By Jordan Ferraro
Majestically straddling the Ottawa River, this 1901, steel-truss bridge began as a Canadian Pacific Interprovincial Rail crossing, serving as the mercantile and architectural gateway to and from the nation’s capital. The Royal Alexandra Interprovincial Bridge was outfitted with an energy-efficient electric trolley for passengers and was acclaimed for having Canada’s longest centre-span cantilever construction. That achievement received official historic designation by the Canadian Society of Civil Engineering in 1995.

In 2019, a federal budget provision was passed, based on data submitted by Public Services and Procurement Canada (PSPC), which provided the funding to decommission and deconstruct the Alexandra due to “unsustainable ongoing repair and maintenance costs”. A new bridge was to be rebuilt within a 10-year timeframe as a vehicular, pedestrian, and active-transportation entity in keeping with its purpose since the mid 1950s. The execution of the provision was passed to the National Capital Commission (NCC) with the aim of garnering public input to achieve a broad future vision to satisfy that aim.
At a well attended virtual meeting of the Lowertown Community Association in December, 2020, it was overwhelming decided that there was no adherence during the Phase 1 consultation process to retain the heritage component and that the repurposing of the bridge’s function contravened multigenerational, post-COVID realities of present-day society. The bridge presently serves 9% of vehicular traffic and has been seasonally closed with no apparent strain on the four remaining interprovincial bridges.
To date, there is no evidence that an Heritage Impact Assessment was performed and no firm timeline for deconstruction has been announced. Nor has there been a projected cost analysis done on deconstruction and rebuilding, including billing incurred by third-party contractors. The PSPC website is slated to go live with further information in the immediate future. More concrete NCC findings regarding a sixth bridge crossing study would further help define the outcome of the Alexandra.
A call to action by active-transportation lobbyists, environmental groups, civil engineers, historic preservationists, conservationist architects, former politicians, and the general population for further study of the plan has been gaining momentum. The focus is on the elimination of vehicular traffic and promotion of active transport, as well as re-instituting a tourism trolley which would connect museums, and let passengers enjoy scenic vistas, and drop them in the newly revitalized ByWard Market. Upon constructive re-examination, a winning post-COVID scenario seems to be within the tangible grasp of all concerned parties.
Jordan Ferraro is co-chair of the Transportation Committee of the Lowertown Community Association.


### What you will do
Read the entries below and pull out each line with the string "xlabel".

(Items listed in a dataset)

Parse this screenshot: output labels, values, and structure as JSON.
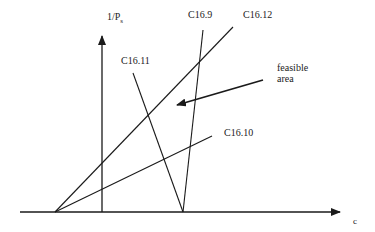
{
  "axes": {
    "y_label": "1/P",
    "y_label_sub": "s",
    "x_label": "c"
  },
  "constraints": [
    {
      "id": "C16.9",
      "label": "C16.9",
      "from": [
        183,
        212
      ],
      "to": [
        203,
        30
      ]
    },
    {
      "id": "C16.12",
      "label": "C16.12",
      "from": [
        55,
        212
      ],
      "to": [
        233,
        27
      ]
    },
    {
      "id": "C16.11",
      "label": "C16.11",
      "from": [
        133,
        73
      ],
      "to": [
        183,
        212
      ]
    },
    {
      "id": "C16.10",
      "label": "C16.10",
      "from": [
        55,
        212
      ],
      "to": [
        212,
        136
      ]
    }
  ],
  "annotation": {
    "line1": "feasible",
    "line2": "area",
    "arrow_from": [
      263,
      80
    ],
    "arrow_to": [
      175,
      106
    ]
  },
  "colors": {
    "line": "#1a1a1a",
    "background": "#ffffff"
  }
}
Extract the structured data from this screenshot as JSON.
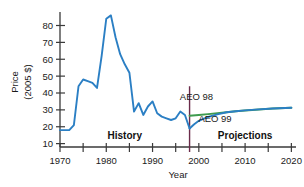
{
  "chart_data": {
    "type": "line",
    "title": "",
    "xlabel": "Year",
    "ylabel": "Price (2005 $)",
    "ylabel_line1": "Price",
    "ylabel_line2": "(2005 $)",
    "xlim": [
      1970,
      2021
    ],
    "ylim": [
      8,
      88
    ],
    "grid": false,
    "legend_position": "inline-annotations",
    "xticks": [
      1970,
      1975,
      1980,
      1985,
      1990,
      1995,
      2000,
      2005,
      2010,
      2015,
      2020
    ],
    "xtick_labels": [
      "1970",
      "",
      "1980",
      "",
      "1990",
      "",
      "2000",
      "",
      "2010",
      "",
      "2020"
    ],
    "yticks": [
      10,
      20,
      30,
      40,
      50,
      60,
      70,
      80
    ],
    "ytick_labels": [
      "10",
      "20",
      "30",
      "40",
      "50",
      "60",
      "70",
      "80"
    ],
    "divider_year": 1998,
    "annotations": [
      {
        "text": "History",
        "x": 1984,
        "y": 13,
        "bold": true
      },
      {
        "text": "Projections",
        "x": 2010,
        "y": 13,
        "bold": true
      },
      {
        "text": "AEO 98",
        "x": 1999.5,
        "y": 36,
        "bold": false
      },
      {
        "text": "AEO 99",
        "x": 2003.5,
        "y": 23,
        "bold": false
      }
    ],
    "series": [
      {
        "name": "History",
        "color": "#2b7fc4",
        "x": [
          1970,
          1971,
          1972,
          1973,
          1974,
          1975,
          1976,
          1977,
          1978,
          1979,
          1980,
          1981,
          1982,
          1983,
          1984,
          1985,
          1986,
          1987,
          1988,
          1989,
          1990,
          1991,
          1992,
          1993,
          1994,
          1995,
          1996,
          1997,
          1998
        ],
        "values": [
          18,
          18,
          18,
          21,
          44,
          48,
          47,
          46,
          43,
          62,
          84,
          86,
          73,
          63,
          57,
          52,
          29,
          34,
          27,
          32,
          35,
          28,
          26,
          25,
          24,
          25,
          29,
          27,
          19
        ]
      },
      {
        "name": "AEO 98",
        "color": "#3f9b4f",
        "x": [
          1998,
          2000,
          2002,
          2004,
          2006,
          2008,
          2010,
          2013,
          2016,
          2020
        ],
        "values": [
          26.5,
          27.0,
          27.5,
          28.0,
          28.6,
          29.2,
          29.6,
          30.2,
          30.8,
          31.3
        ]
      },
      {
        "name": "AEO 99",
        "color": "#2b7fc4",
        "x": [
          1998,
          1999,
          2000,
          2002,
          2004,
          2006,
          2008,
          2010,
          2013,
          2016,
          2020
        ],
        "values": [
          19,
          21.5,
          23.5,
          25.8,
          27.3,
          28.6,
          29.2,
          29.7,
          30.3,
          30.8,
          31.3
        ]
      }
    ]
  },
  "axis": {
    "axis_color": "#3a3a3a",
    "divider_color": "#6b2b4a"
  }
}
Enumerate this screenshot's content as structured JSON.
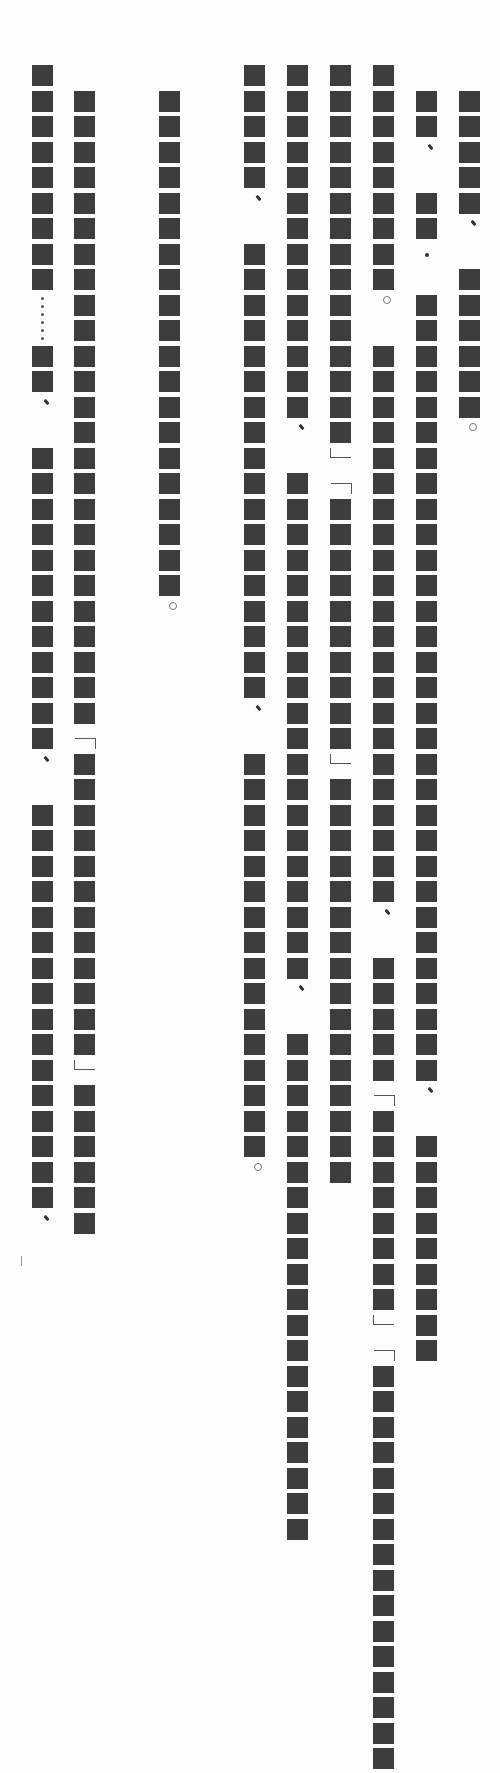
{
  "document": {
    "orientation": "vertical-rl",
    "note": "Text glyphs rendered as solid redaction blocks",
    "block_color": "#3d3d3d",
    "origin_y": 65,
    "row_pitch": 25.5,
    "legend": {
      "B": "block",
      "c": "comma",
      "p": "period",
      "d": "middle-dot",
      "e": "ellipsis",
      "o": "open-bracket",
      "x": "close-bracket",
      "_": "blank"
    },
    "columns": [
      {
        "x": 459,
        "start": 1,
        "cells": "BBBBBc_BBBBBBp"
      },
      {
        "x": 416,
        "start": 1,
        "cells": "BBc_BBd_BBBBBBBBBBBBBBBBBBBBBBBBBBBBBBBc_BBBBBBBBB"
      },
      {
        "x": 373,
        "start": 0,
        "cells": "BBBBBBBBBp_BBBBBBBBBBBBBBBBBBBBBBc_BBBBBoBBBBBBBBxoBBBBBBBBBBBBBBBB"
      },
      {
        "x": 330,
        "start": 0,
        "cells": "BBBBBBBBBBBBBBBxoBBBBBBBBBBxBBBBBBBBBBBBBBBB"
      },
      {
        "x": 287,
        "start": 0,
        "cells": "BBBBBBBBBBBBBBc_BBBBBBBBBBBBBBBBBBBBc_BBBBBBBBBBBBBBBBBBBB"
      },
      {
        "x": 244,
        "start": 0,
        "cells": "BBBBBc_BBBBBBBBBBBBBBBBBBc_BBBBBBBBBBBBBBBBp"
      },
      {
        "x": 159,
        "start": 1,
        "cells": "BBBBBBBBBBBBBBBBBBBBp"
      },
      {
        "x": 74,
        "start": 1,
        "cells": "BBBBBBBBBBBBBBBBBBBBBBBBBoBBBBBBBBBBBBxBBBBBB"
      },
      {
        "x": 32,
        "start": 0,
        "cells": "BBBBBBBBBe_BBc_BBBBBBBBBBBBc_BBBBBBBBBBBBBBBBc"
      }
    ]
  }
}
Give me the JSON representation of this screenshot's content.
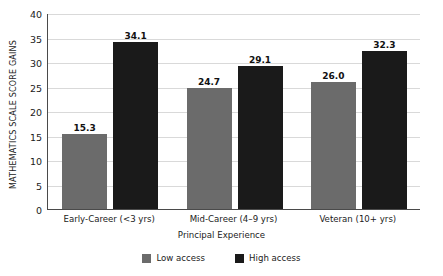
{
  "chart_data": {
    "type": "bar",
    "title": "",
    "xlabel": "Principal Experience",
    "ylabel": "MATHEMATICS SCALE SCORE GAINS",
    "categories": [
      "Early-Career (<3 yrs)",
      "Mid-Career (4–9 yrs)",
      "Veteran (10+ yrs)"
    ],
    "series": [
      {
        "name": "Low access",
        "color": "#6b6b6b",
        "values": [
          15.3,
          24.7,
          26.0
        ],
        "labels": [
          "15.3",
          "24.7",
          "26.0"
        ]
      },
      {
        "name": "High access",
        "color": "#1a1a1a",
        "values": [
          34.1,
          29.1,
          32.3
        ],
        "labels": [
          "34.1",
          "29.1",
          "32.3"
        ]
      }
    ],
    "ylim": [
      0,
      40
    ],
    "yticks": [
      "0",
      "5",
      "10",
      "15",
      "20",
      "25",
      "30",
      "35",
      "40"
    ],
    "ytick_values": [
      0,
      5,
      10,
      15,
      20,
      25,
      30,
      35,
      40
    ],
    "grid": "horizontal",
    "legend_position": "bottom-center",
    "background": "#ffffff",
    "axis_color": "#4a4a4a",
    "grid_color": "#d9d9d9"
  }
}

### Exercise response
    "xlabel": "Year",
    "xlabel": "Principal Experience",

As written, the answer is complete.